Note From the Publisher

Freedom Watch

The Continuing Crisis

The Tax and Spend Spectator

  • Spend Rifts

     A new addition to the Reagan Republican list of non-negotiables.

    Grover G. Norquist

The Congressional Spectator

The Pursuit of Knowledge

  • Measure for Measure

    Old weights and measures have lasted in America because they grew from the free transactions between people.

    Roger Scruton

With the Tea Partiers

  • The Real Movement

    Despite what you might have been told, the Tea Party movement is not about national groups based in Washington, D.C. or those who arbitarily claim to be its national leaders.

    Ned Ryun

Capitol Ideas

  • Culture versus Economy

    Conservatives prevail when the economy is the issue — but not when it comes to what used to be called “social issues.”

    Tom Bethell

Presswatch

Letter From Paris

Politics

High Spirits

  • A Grateful Heart

    Americans are profuse in their politeness of thanking everyone for everything. But there’s more to it than that.

    Jonathan Aitken

Ben Stein's Diary

Conservative Tastes

  • Taking “Offense”

    Not that anyone is shocked anymore, but the transgressive crowd which aims to shock gets upset if someone is actually shocked by their productions.

    James Bowman

Buy the Book

  • A Gentle Man

    Don’t bet against the unexpected pope from Bavaria.

    Matthew Kenefick

  • The Heart of Dimness

    V.S. Naipaul has a problem, and the problem’s name is God.

    Aram Bakshian, Jr.

  • Poured Concrete for the Soul

    Why are we now not surprised when architecture is ugly and inhuman?
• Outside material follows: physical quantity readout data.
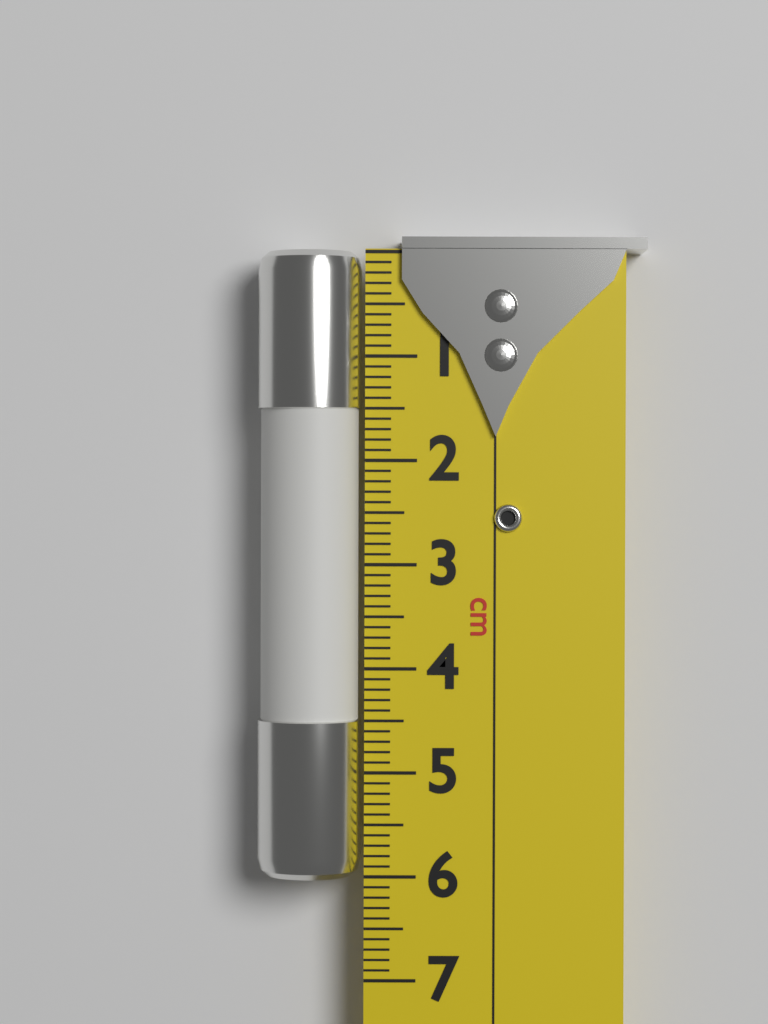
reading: 6.0 cm
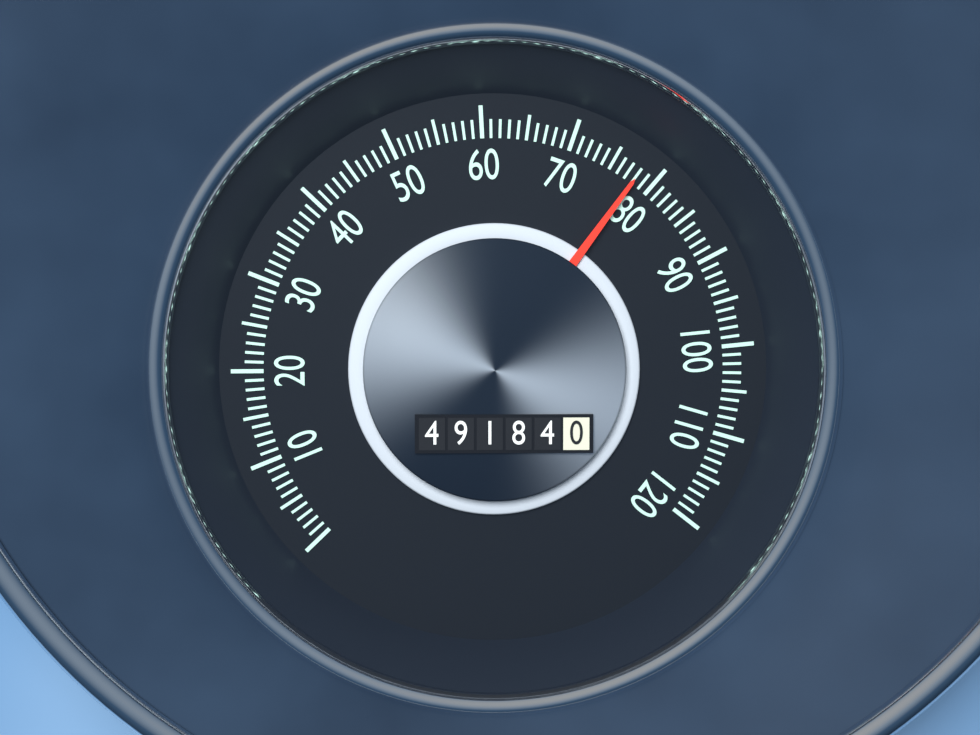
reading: 78 (no unit)
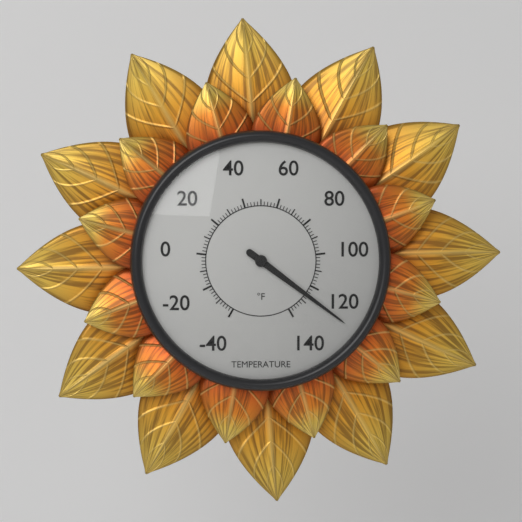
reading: 126 °F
Nancy Pearcey offers answers to this and many other questions about our aggressively secular age.


    Dan Peterson

  • An American Hero Remembered

    David Eisenhower’s excellent and incisive memoir of his grandfather.

    John R. Coyne, Jr.

Current Wisdom

Last Call

  • Angry Birds

    Alfred Hitchcock never had to deal with Baptist church signs.